Table 2 Characteristic features of the analysed Malacobdella species

M. grossa also differs from M. arrokeana and M. japonica in the position of the excretory pores, being ventro-lateral in M. grossa and dorso-lateral in M. arrokeana and M. japonica. The rhynchocoel occupies most of the body length in the three species, up to 80% to 90% with the proboscis occupying two thirds of the rhynchocoel. Gonad colouration varies according to species and stage of gonad development. Generally, the gonads are dark olive green in colour in mature specimens of M. grossa, rosy or purple in mature M. arrokeana and rosy in mature M. japonica (Figure 1, Table 2). However, gonad colouration is always white in immature specimens (Figure 1A).

Figure 1
figure 1

Specimens of the different Malacobdella species here analysed. Malacobdella arrokeana: (A) unrelaxed mature female, (B) relaxed male, (C) original illustration (Ivanov et al. 2002) and (D) immature specimen (scale bars: A, B: 10 mm; C: 3.5 mm, D: 1 mm). Malacobdella japonica: (E) relaxed mature female and (F) original illustration (Yamaoka 1940) (scale bars: E: 10 mm; F: 1 mm).
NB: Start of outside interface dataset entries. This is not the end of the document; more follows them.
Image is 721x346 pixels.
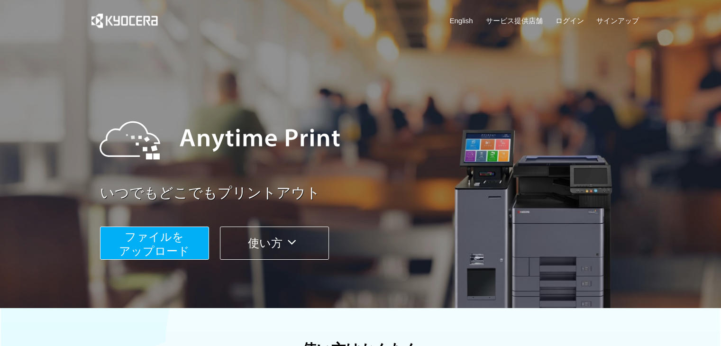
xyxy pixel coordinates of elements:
[220,227,329,260] button: 使い方
[596,16,639,26] a: サインアップ
[555,16,584,26] a: ログイン
[450,16,473,26] a: English
[119,230,190,257] span: ファイルを ​​アップロード
[100,183,645,203] a: いつでもどこでもプリントアウト
[100,227,209,260] button: ファイルを​​アップロード
[486,16,543,26] a: サービス提供店舗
Malacobdella grossa: (G) unrelaxed mature female, (H) immature specimen and (I) original illustration (Riepen 1933) (scale bars: A: 10 mm, B: 4 mm; C: 1 mm). Abbreviations: ts, terminal sucker; u, gut undulations; o, ovaries; t, testes.
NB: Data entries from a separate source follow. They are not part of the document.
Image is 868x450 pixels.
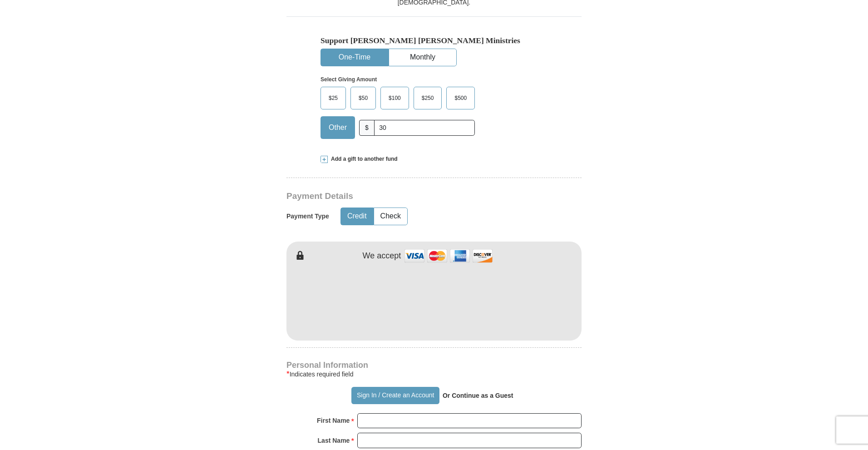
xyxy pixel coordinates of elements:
h5: Payment Type [287,213,329,220]
input: Other Amount [374,120,475,136]
h5: Support [PERSON_NAME] [PERSON_NAME] Ministries [321,36,548,45]
img: credit cards accepted [403,246,494,266]
strong: Select Giving Amount [321,76,377,83]
button: Monthly [389,49,456,66]
span: $25 [324,92,342,105]
span: Add a gift to another fund [328,155,398,163]
h3: Payment Details [287,191,518,202]
strong: Last Name [318,434,350,447]
strong: Or Continue as a Guest [443,392,514,399]
h4: We accept [363,251,402,261]
span: Other [324,121,352,135]
button: Sign In / Create an Account [352,387,439,404]
button: Check [374,208,407,225]
span: $50 [354,92,372,105]
span: $500 [450,92,472,105]
span: $ [359,120,375,136]
span: $250 [417,92,439,105]
div: Indicates required field [287,369,582,379]
h4: Personal Information [287,361,582,369]
strong: First Name [317,414,350,427]
button: One-Time [321,49,388,66]
span: $100 [384,92,406,105]
button: Credit [341,208,373,225]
The COI fragments sequenced for M. arrokeana, M. grossa and M. japonica were 658 bp in length. These sequences were deposited in GenBank under accession numbers KF597241 to KF597264. The different phylogenetic analyses resulted in the same topology, with high support within the ingroup (Figure 2). The divergences, measured as uncorrected distances (percentage of nucleotide substitutions), between the three species were as follows: M. arrokeana-M. grossa 11.73%, M. arrokeana-M. japonica 10.62% and M. grossa-M. japonica 10.97%. There was a clear gap between these interspecific divergences and the intraspecific ones: the mean intraspecific divergence within the ingroup species was 0.18% for M. arrokeana (range 0% to 0.92%), 0.13% for M. grossa (range 0% to 0.61%) and 0.02% for M. japonica (range 0% to 0.15%). It is noteworthy that within the R. sanguineus sequences selected as the outgroup (Table 1), the divergence between one (GenBank accession number HQ848580) of the sequences and the rest of the sequences of this species (GenBank AJ436938 and those collected by the authors) was more than 15% (15.75%), while the maximum divergence between the others was 100-fold lower (around 0.15%), suggesting that the COI sequence HQ848580 from GenBank is not actually from R. sanguineus. The five substitutions found among the M. grossa haplotypes were synonymous, as was the unique change among specimens of M. japonica, while of the 15 substitutions found among the haplotypes of M. arrokeana, three lead to amino acid changes.

Figure 2
figure 2

Haplotype phylogeny estimated by Bayesian analysis of the Malacobdella species studied. The numbers above the branches represent the posterior probabilities; the numbers below the branches represent the bootstrap percentages of the MP and ML analysis, respectively. When a certain node was not recovered by one of the methods, a hyphen was added. Ma, GSJ, M. arrokeana; Mja, M. japonica; Mgrossa, M. grossa; Li and R.s, Ramphogordius sanguineus, from Argentina and GenBank respectively; A.l, Amphiporus lactifloreus; P.c, Paradrepanophorus crassus; G.p, Geonemertes pelaensis.

Discussion

As previously mentioned, nemerteans of the Malacobdella genus are very difficult to identify based only on external characters. Rather, it is the internal morphology that provides the main taxonomic features used for identification, which can be differentiated only after a rigorous histological procedure. The genetic analysis performed here clearly shows that the distinguishing internal morphological differences used to separate the three species of Malacobdella analysed are concordant with differences in a fragment of the COI gene. However, previous DNA barcoding studies with nemerteans of the genera Tetrastemma and Cerebratulus revealed a lack of concordance between morphological and molecular characters (see Strand and Sundberg 2005; Sundberg et al. 2010). These authors argued that this difference could be the result of intraspecific variation or changes in the external morphology during development (Cantell 1975). They also concluded that the morphological characters used to describe Tetrastemma and Cerebratulus species are inadequate to identify evolutionary lineages. Our results showed that the divergence found between the sequences of the Malacobdella species (10% to 11% between the three species) are consistent with their status as distinct species. The values here found for intra- and interspecific divergences are in agreement with values found for other nemertean groups (e.g. Sundberg et al. 2010; Chen et al. 2010; Andrade et al. 2012; Kvist et al. 2013). The only exception was the divergence obtained between samples of R. sanguineus, 100-fold higher than other intraspecific values, suggesting that the COI sequence from GenBank (HQ848580) is not actually from R. sanguineus.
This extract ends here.